If Luke is the most “gentile” Gospel, is it also “anti-Jewish”?

In my earlier post on “The Gospel of Luke in a Nutshell,” I argued that Luke, more than the other Gospels, went out of its way to portray Jesus as a great prophet (like Samuel, like Elijah, etc.).  In part, in Luke’s understanding, that is why Jesus had to die.  The Jewish people, in his view, always reject their own prophets sent from God.  Jesus was the last of the great prophets.  He too had to be rejected and killed at the hands of the Jewish people (see Luke 13:33-35).

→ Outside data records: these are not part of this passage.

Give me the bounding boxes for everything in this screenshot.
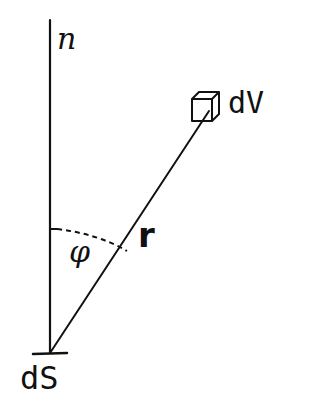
diagram-canvas xyxy=(0,0,310,417)
distance-label: r xyxy=(138,218,155,252)
angle-arc xyxy=(57,229,127,251)
normal-label: n xyxy=(57,24,76,54)
angle-label: φ xyxy=(69,237,90,267)
radius-line xyxy=(50,111,209,353)
volume-element-label: dV xyxy=(228,88,264,118)
surface-element-label: dS xyxy=(20,362,59,394)
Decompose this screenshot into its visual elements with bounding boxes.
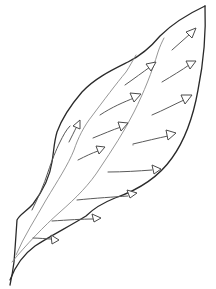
inner-vein-middle — [16, 55, 136, 255]
arrow-icon — [78, 146, 105, 160]
leaf-sketch — [0, 0, 216, 289]
inner-vein-main — [12, 38, 164, 262]
arrow-icon — [152, 95, 192, 115]
arrow-icon — [93, 122, 128, 138]
arrow-icon — [100, 93, 141, 115]
arrow-icon — [108, 165, 161, 174]
arrow-icon — [52, 214, 101, 222]
arrow-icon — [133, 130, 176, 144]
arrow-icon — [77, 190, 137, 200]
arrow-icon — [172, 28, 196, 50]
flow-arrows — [33, 28, 196, 244]
arrow-icon — [162, 61, 196, 82]
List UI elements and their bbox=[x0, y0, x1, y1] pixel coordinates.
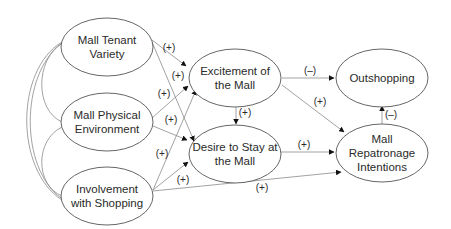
label-excitement-desire: (+) bbox=[239, 107, 252, 118]
label-involvement-excitement: (+) bbox=[156, 148, 169, 159]
label-physical-excitement: (+) bbox=[158, 88, 171, 99]
label-excitement-repatronage: (+) bbox=[314, 96, 327, 107]
node-outshopping: Outshopping bbox=[336, 49, 428, 107]
edge-excitement-repatronage bbox=[282, 85, 344, 132]
corr-tenant-physical bbox=[42, 43, 62, 122]
node-label-line: the Mall bbox=[215, 155, 255, 167]
node-mall-physical-environment: Mall Physical Environment bbox=[61, 93, 153, 151]
node-involvement-with-shopping: Involvement with Shopping bbox=[61, 167, 153, 225]
correlation-arcs bbox=[27, 42, 62, 200]
label-involvement-desire: (+) bbox=[177, 174, 190, 185]
node-label-line: with Shopping bbox=[70, 197, 143, 209]
node-label-line: Desire to Stay at bbox=[192, 141, 278, 153]
node-label-line: Outshopping bbox=[349, 72, 414, 84]
node-label-line: Excitement of bbox=[200, 65, 270, 77]
label-repatronage-outshopping: (–) bbox=[385, 109, 397, 120]
node-label-line: Involvement bbox=[76, 183, 139, 195]
edge-involvement-excitement bbox=[153, 90, 196, 190]
node-label-line: Mall Physical bbox=[73, 109, 140, 121]
label-tenant-desire: (+) bbox=[172, 70, 185, 81]
node-label-line: Variety bbox=[90, 48, 125, 60]
corr-physical-involvement bbox=[42, 127, 62, 196]
label-excitement-outshopping: (–) bbox=[304, 65, 316, 76]
label-tenant-excitement: (+) bbox=[163, 42, 176, 53]
node-mall-repatronage-intentions: Mall Repatronage Intentions bbox=[336, 124, 428, 182]
label-desire-repatronage: (+) bbox=[298, 139, 311, 150]
node-label-line: Intentions bbox=[357, 161, 407, 173]
node-desire-to-stay-at-the-mall: Desire to Stay at the Mall bbox=[189, 125, 281, 183]
node-label-line: Repatronage bbox=[349, 147, 416, 159]
corr-tenant-involvement-2 bbox=[30, 44, 61, 198]
node-label-line: Environment bbox=[75, 123, 140, 135]
node-excitement-of-the-mall: Excitement of the Mall bbox=[189, 49, 281, 107]
edge-physical-desire bbox=[153, 126, 187, 140]
node-label-line: the Mall bbox=[215, 79, 255, 91]
node-mall-tenant-variety: Mall Tenant Variety bbox=[61, 18, 153, 76]
path-diagram: (+) (+) (+) (+) (+) (+) (+) (+) (–) (+) … bbox=[0, 0, 451, 229]
node-label-line: Mall bbox=[371, 133, 392, 145]
node-label-line: Mall Tenant bbox=[78, 34, 137, 46]
label-involvement-repatronage: (+) bbox=[256, 182, 269, 193]
label-physical-desire: (+) bbox=[165, 114, 178, 125]
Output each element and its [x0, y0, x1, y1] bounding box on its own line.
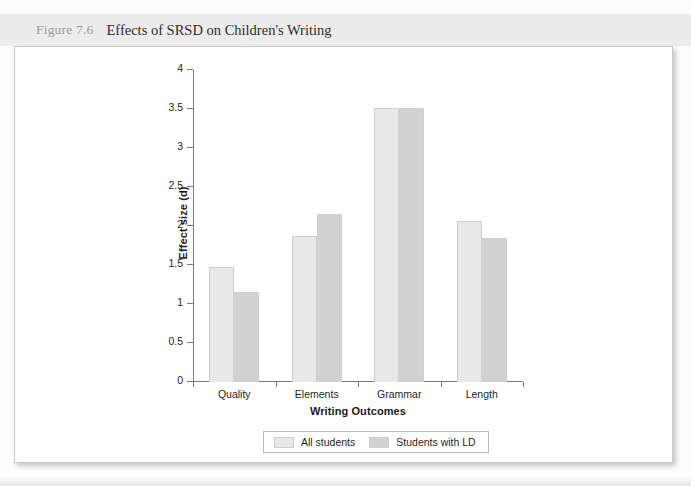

Some scholars have argued that because of this denigration of the Jewish people for always rejecting the prophets and Jesus, Luke is probably to be seen as an “anti-Jewish” Gospel.  In my judgment there is a lot to be said for this view.  The only Jews that the Gospel appears to approve of are the ones who recognize Jesus as a great prophet and son of God (his mother, Symeon and Anna, John the Baptist, his own disciples, etc.).  The other Jews seemed to be lumped together as those who reject God’s messengers.  It is true that Luke is not as forthright in his rejection of “the Jews” as Matthew is (who has “the entire crowd” of Jews at Jesus’ trial cry out responsibility for his death:  “His blood be upon us and our children” Matt. 27:25) or as John, who, most remarkably of all, claims that the Jews are not the children of God but the children of the devil (John 8).  But still, the anti-Jewish element is strong in Luke, both in his Gospel and the book of Acts.